At the beginning of 1936 Germany was once again going through an acute and serious foreign trade and foreign exchange crisis. The armaments industry required increasing quantities of raw materials at the same time as their price was rising on the world market. The demand for agricultural imports was also rising, as under the aegis of the Reich Food Estate agricultural production was declining, while both the population and consumer spending power were increasing. As Schacht, the Economics Minister and President of the Reichsbank, felt unable to make significant amounts of foreign exchange available to pay for agricultural imports, Hitler gave Göring the task of solving the problem. During the winter he had already committed foreign exchange to secure the supply of food,1 and Hitler took the same line in the spring when, in the face of Schacht’s objections, he allocated to Darré a further 60 million RM from foreign exchange reserves for the import of vegetable oils that were urgently needed to sustain the production of margarine.2 This marked a notable change of direction, for since the autumn of 1935 Hitler and above all Goebbels had followed the slogan of ‘Guns before butter’ and presented criticism of the food situation as tantamount to sabotage of the rearmament effort. By the spring, however, Hitler had finally come to see the sense of giving some support to Göring’s initiatives to make foreign exchange available also for urgently needed food imports. Hitler and the regime had therefore come to the conclusion that it was no longer butter that threatened to slow down rearmament but that dissatisfaction among the population was in danger of growing into a serious crisis of confidence.3
At the same time Hitler and his regime began to change their attitude to ‘national morale’ in a fundamental way. At the beginning of April 1936 Göring, as Prime Minister of Prussia, put a stop to the reports on the public mood produced by the Prussian administration and the Gestapo, alleging that these reports generalized too broadly on the basis of individual negative findings and contributed ‘to a deterioration in morale’ because they were distributed widely within the administration. Now that he was intervening more and more frequently in economic matters, Göring had no more use for these reports, which he had exploited previously to direct criticism at his fellow ministers. Hitler’s attitude was the same; he told his adjutant Wiedemann, who dates the comment to 1936, that he attached no importance to any (negative) reports he received because he could form a better judgement himself of the national mood. To be quite sure that critical voices were completely banished from the Nazi-dominated ‘public sphere’, Hitler, when appointing Heinrich Himmler Chief of the German Police in June, also gave him the task of introducing stronger police measures against those who created or encouraged a ‘negative mood’. Thus the regime implemented a dual strategy in response to the population’s dissatisfaction about food shortages: it was removed from public debate, but at the same time substantial material concessions were made.

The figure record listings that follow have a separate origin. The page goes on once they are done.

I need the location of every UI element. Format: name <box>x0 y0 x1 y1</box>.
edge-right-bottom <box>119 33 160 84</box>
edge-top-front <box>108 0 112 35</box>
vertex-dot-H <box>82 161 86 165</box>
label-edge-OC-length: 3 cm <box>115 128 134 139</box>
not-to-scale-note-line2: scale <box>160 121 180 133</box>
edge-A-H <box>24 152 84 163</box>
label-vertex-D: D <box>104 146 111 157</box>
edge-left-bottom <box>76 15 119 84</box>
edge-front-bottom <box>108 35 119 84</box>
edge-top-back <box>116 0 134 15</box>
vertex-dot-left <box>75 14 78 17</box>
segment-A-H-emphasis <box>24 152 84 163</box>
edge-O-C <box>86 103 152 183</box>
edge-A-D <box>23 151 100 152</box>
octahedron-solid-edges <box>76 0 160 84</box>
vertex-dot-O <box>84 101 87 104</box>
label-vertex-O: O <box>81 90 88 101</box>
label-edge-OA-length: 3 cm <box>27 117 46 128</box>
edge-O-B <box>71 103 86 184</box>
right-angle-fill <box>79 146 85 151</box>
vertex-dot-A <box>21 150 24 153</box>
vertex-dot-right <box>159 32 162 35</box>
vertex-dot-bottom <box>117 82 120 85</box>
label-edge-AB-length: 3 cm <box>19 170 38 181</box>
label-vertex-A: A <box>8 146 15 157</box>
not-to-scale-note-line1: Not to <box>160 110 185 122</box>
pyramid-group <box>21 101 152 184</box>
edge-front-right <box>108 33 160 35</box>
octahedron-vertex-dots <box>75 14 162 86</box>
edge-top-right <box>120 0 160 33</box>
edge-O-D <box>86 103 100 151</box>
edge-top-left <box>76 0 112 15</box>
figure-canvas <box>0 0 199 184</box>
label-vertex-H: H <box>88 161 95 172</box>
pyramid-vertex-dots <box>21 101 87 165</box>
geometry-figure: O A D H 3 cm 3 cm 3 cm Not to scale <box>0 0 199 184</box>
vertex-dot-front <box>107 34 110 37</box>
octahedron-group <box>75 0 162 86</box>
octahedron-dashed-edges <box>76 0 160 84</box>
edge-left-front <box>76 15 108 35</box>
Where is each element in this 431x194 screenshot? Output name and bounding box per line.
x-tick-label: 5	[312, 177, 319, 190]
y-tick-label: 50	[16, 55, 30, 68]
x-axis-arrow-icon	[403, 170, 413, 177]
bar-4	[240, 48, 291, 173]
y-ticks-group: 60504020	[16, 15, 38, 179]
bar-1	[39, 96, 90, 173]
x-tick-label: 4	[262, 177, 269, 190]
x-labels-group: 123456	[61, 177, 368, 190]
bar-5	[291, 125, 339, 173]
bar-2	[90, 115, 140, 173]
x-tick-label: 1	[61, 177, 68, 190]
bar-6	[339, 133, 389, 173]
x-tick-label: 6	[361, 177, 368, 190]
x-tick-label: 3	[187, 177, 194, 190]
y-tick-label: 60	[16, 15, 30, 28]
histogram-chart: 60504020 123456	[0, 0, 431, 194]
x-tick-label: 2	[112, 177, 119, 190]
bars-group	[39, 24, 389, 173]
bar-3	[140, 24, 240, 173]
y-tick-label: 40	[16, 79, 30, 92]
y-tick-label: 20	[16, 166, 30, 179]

The pace of rearmament was to be maintained as a top priority. This was the view taken above all by Schacht. In a memorandum of February 1936 he had pointed out that the shortage of raw materials would most probably lead to significant halts in production in the course of the year, thus jeopardizing rapid rearmament.4 In view of the particularly pressing problems surrounding the supply of petrol, Göring, whose air force was seriously affected, had put himself forward in March as Commissar for Fuel. Schacht, who regarded an alliance with Göring as a means of strengthening his position against opposition from the Party, supported him and the two men were able to gain Hitler’s assent to a more wide-ranging solution. On 4 April 1936 Hitler authorized Göring to use all means necessary to resolve the crisis surrounding raw materials and foreign exchange.5 On 12 May, however, at a meeting of the so-called Ministerial Council, a cabinet committee chaired by Göring, it became apparent that Göring and Schacht had very different ideas. Schacht explained that Hitler had emphasized on numerous occasions that the rapid pace of rearmament had to be maintained up to the spring of 1936, whereupon Göring objected that he had ‘heard nothing about this time limit’. In addition, at the meeting Göring advocated stepping up exports while at the same time increasing ‘the exploitation of domestic sources of raw materials’, which Schacht questioned on the grounds of cost.6
It was precisely this ruthlessness that from Hitler’s point of view made Göring the perfect person to resolve the raw materials and foreign exchange crisis. Schacht, on the other hand, swiftly fell in Hitler’s estimation during the following weeks, the latter refusing his demand for Göring to have this responsibility taken from him. Hitler stated privately at the end of May, ‘in the long run’ Schacht would ‘have to go’.7
To support him in his new task Göring set up a team and from early July began to style himself ‘Reich Commissioner’ for raw materials and foreign exchange. He very quickly used the task Hitler had given him of mediating between the various consumers to claim ‘general economic authority’ and try to seize control of the entire armaments economy.8 Thus in appointing Göring Hitler had started a chain reaction with far-reaching consequences for the armaments industry.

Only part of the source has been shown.